Made at the height of the Reagan Era, with the then-monolithic Soviet Union tagged as ‘the Evil Empire’, Red Dawn is at once a mainstream shoot ‘em up action picture and an ideologically demented exercise in American paranoia. It opens a high school class being lectured about Mongol Hordes as Russian paratroops land on the playing field and set about gunning down innocents and taking over the town. Our junior heroes, mostly members of the loser local football team (‘the Wolverines’), stock up on guns, snack food and toilet paper and head for the mountains to keep fighting.
It’s pretty much hard-bitten camp, with Harry Dean Stanton shouting ‘avenge me’ behind the wire at a drive-in turned into a ‘re-education centre’, but the It Happened Here business of an unfamiliar, invaded backdrop (Alexander Nevsky at the local movie-house, Russian troops in McDonald’s) still has a frisson. Weirdly, as in the Rambo movies, the wish-fulfilment fantasy is that Americans get to be underdog, freedom-loving rebel guerillas, whereas the other side are big bullies crushing the will of the people.
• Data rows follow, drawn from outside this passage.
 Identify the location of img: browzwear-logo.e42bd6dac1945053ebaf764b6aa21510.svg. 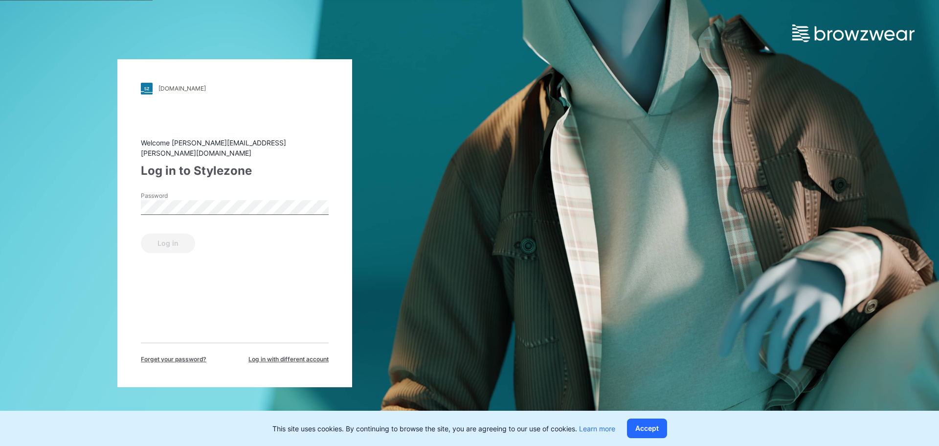
(853, 33).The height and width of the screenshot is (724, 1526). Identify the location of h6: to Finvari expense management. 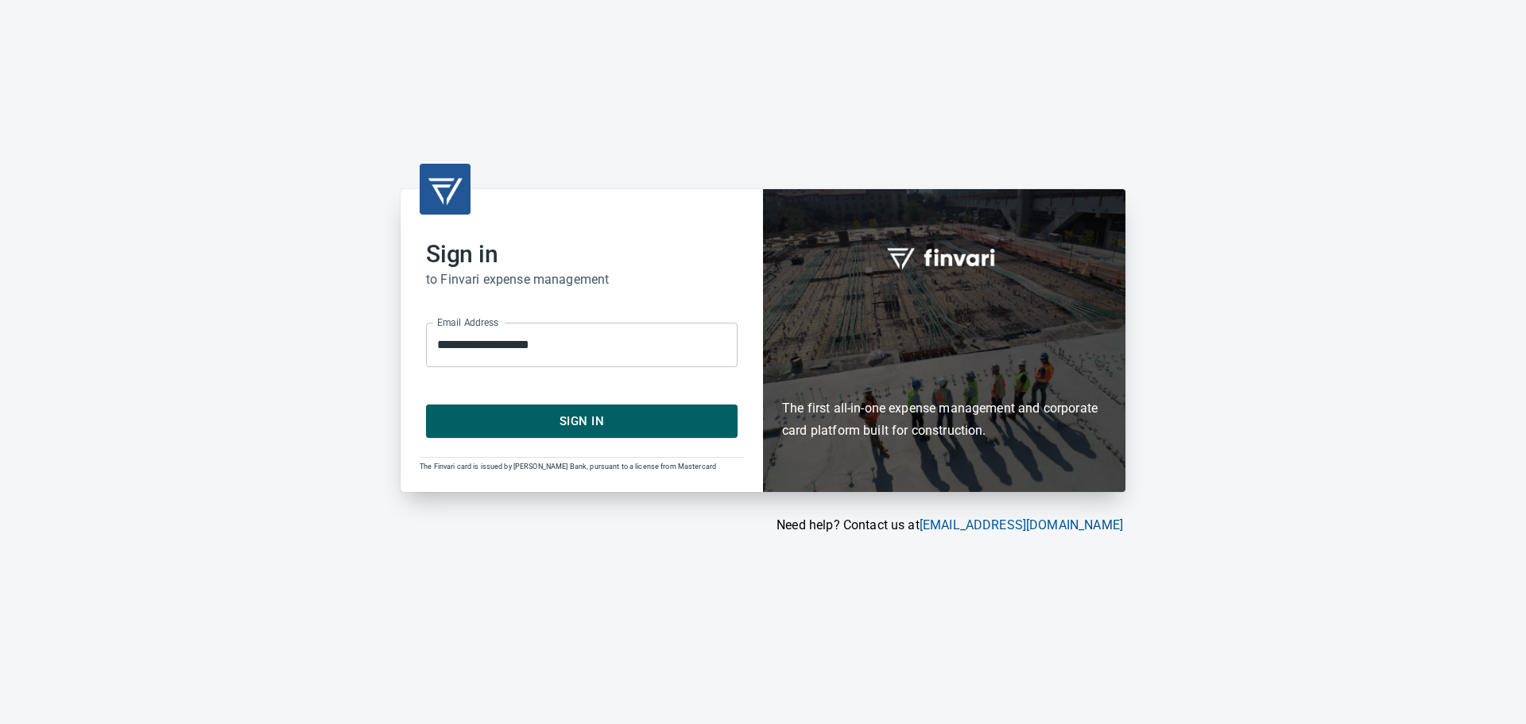
(582, 280).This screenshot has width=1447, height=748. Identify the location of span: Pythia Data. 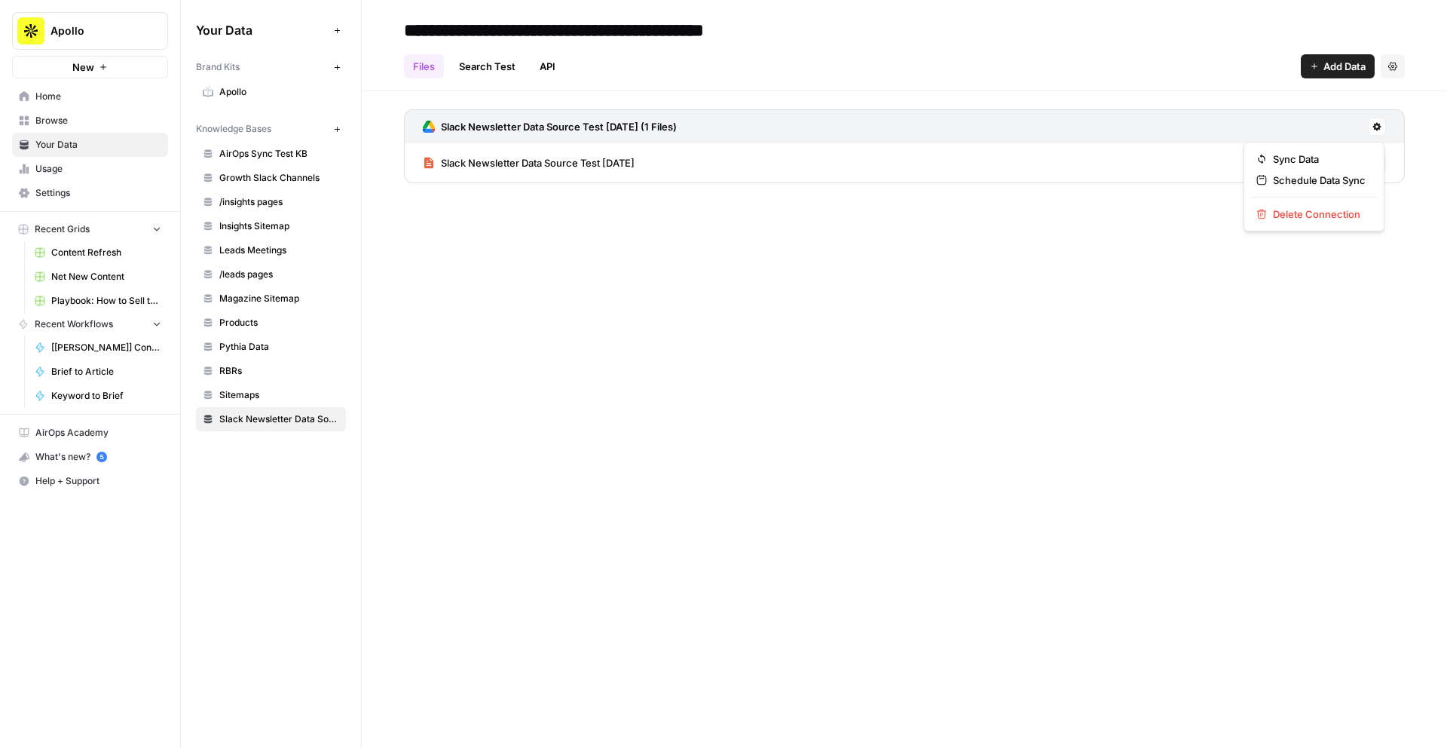
(279, 347). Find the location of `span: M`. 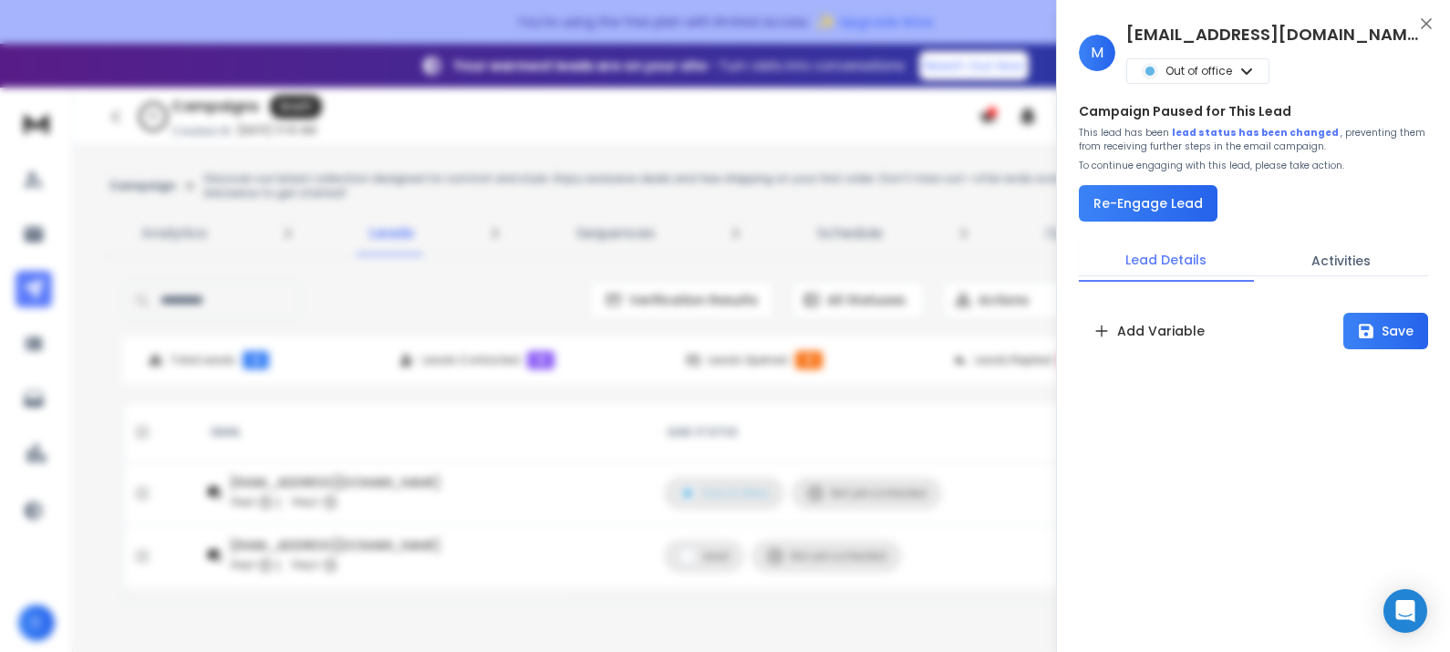

span: M is located at coordinates (1097, 53).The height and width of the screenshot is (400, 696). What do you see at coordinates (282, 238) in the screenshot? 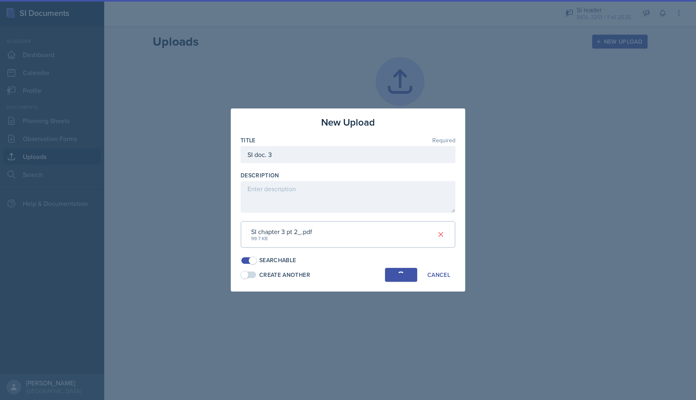
I see `div: 99.7 KB` at bounding box center [282, 238].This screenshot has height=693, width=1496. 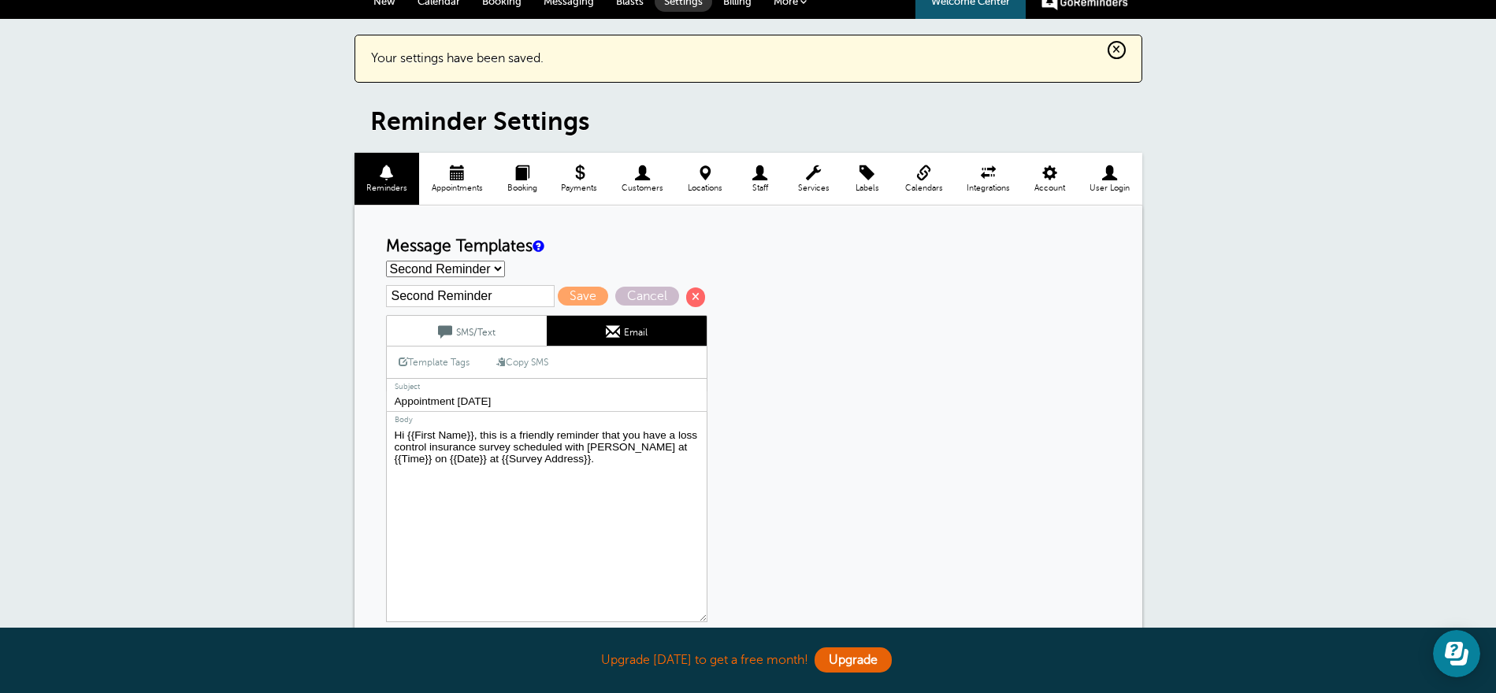 What do you see at coordinates (759, 188) in the screenshot?
I see `span: Staff` at bounding box center [759, 188].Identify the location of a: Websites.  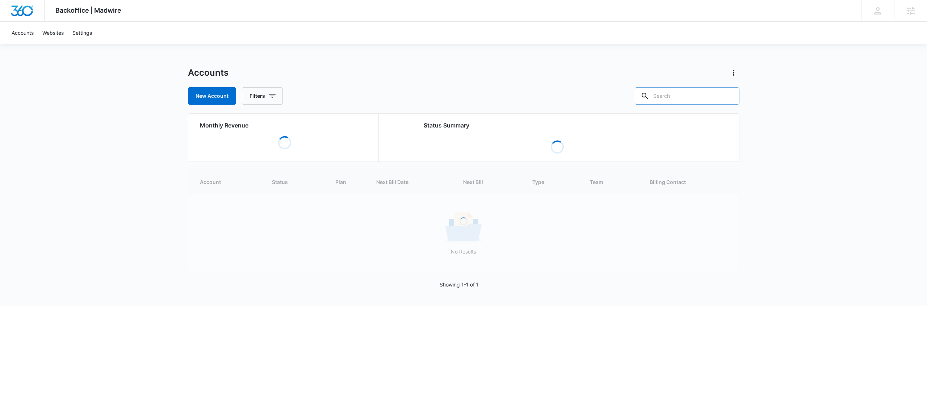
(53, 33).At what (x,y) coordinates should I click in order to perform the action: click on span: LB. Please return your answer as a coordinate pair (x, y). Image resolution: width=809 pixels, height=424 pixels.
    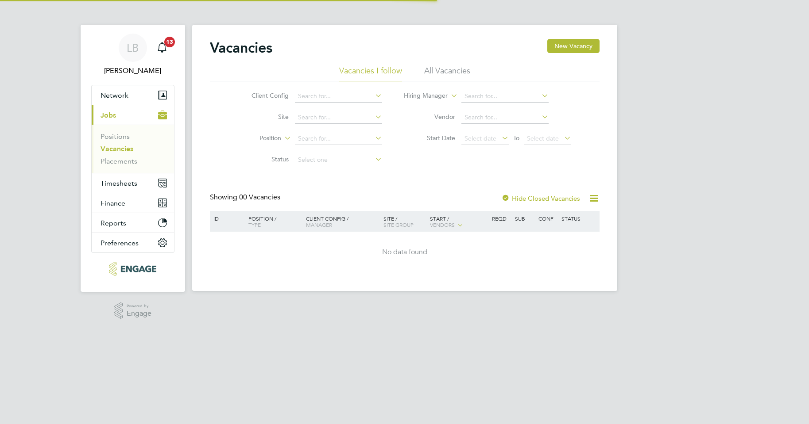
    Looking at the image, I should click on (132, 48).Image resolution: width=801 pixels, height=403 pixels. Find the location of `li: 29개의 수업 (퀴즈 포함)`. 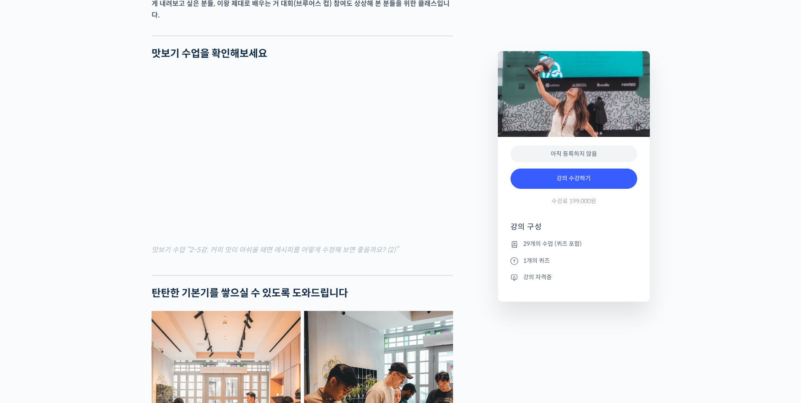

li: 29개의 수업 (퀴즈 포함) is located at coordinates (574, 244).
To John Milius’s way of thinking, America *needs *to be attacked, invaded and overthrown for Americans to regain any sense of purpose – even if it means teenagers becoming mountain men and outright psychopaths. Though C. Thomas Howell does something almost subtle with the role of the youth who comes to enjoy summarily executing prisoners, other ‘80s teen icons (Patrick Swayze, Jennifer Grey, Charlie Sheen) just look glum and are upstaged by ‘guest stars’ Powers Boothe (downed pilot) and Ben Johnson (grandfatherly plot-explainer) or contrasted commies Ron O’Neal (sympathetic Cuban) and William Smith (nasty Russian). A guilty pleasure.